To begin with, I doubt it would deter many from turning out. The opposite, more likely—Latinos might take offense at the White House’s blatantly sinister attempt to keep them from exercising their rights and show up in numbers to signal their defiance. And if they do, we can guess which party most will be voting for.

 

Having ICE out in force will also complicate the sore-loser right’s sacred obligation to screech about cheating afterward. If Democrats win a majority of the House or Senate with immigration officers watching the polls, what will be left of the GOP’s inevitable claim that that victory was due to illegal immigrants voting unlawfully en masse? If anything, deploying ICE would hand the left a pretext to scream “fraud” in case Republicans end up overperforming on Election Day. We would have won, they’ll say, if not for Trump resorting to Putinist tactics to keep our voters from turning out.

 

But the stupidest part of ordering a big national ICE operation on Election Day is that it would double as a campaign commercial for Democrats, bought and paid for by our Republican president and playing out in front of Americans moments before they vote.

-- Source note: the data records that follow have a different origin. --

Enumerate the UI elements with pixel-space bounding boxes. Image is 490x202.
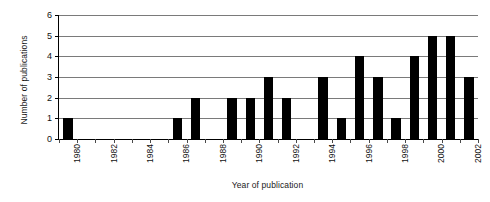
bar (428, 36, 437, 139)
plot-area (58, 15, 478, 140)
x-tick-mark (114, 139, 115, 143)
x-tick-mark (59, 139, 60, 143)
x-tick-label: 1990 (254, 144, 264, 174)
bar (318, 77, 327, 139)
x-axis-tick-labels: 1980198219841986198819901992199419961998… (58, 144, 477, 176)
x-tick-mark (442, 139, 443, 143)
x-tick-mark (478, 139, 479, 143)
y-tick-label: 4 (38, 52, 52, 60)
x-tick-mark (423, 139, 424, 143)
bar (391, 118, 400, 139)
x-tick-mark (95, 139, 96, 143)
x-tick-mark (460, 139, 461, 143)
x-tick-label: 1988 (218, 144, 228, 174)
x-axis-title: Year of publication (58, 180, 477, 190)
x-tick-label: 2002 (473, 144, 483, 174)
y-tick-label: 3 (38, 73, 52, 81)
x-tick-label: 1994 (327, 144, 337, 174)
y-tick-label: 2 (38, 94, 52, 102)
bar (227, 98, 236, 139)
y-tick-label: 0 (38, 135, 52, 143)
x-tick-mark (77, 139, 78, 143)
bar (410, 56, 419, 139)
bar (264, 77, 273, 139)
y-tick-label: 5 (38, 32, 52, 40)
x-tick-mark (150, 139, 151, 143)
x-tick-mark (168, 139, 169, 143)
x-tick-mark (187, 139, 188, 143)
x-tick-mark (132, 139, 133, 143)
x-tick-mark (332, 139, 333, 143)
x-tick-mark (205, 139, 206, 143)
x-tick-mark (314, 139, 315, 143)
x-tick-mark (296, 139, 297, 143)
x-tick-label: 1996 (364, 144, 374, 174)
x-tick-mark (223, 139, 224, 143)
x-tick-mark (259, 139, 260, 143)
x-tick-label: 2000 (436, 144, 446, 174)
x-tick-mark (241, 139, 242, 143)
bars-group (59, 15, 478, 139)
bar (191, 98, 200, 139)
bar (173, 118, 182, 139)
x-tick-label: 1984 (145, 144, 155, 174)
bar (282, 98, 291, 139)
bar (373, 77, 382, 139)
x-tick-mark (350, 139, 351, 143)
x-tick-label: 1986 (181, 144, 191, 174)
x-tick-label: 1980 (72, 144, 82, 174)
bar (246, 98, 255, 139)
bar (355, 56, 364, 139)
x-tick-mark (278, 139, 279, 143)
x-tick-mark (387, 139, 388, 143)
x-tick-mark (369, 139, 370, 143)
y-axis-tick-labels: 0123456 (30, 0, 52, 202)
x-tick-mark (405, 139, 406, 143)
publications-bar-chart: Number of publications 0123456 198019821… (0, 0, 490, 202)
bar (337, 118, 346, 139)
bar (464, 77, 473, 139)
bar (446, 36, 455, 139)
y-tick-label: 6 (38, 11, 52, 19)
y-tick-label: 1 (38, 114, 52, 122)
x-tick-label: 1992 (291, 144, 301, 174)
x-tick-label: 1982 (109, 144, 119, 174)
x-tick-label: 1998 (400, 144, 410, 174)
bar (63, 118, 72, 139)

The agency is wildly politically radioactive, per the polling I noted earlier; I can’t imagine a surer way to motivate the average joe to vote against the GOP than by reminding them in a starkly vivid way that a Republican win means two more years of a despised, lawless paramilitary force operating unchecked in America.

 

Well, I suppose handing voters a receipt as they enter their polling precinct showing them how much they’ve paid in tariffs over the last year (hint: a lot!) might be slightly surer. But apart from that, a show of force by ICE around the election is the closest thing I can think of to Trump waving a red cape before a bull that’s already preparing to charge.

 

Even a novice chess player wouldn’t make a strategic mistake that egregious. It would be less a matter of eating the pieces than eating the whole board—but it’s going to happen, with near-total certainty. Bon appétit, Mr. President.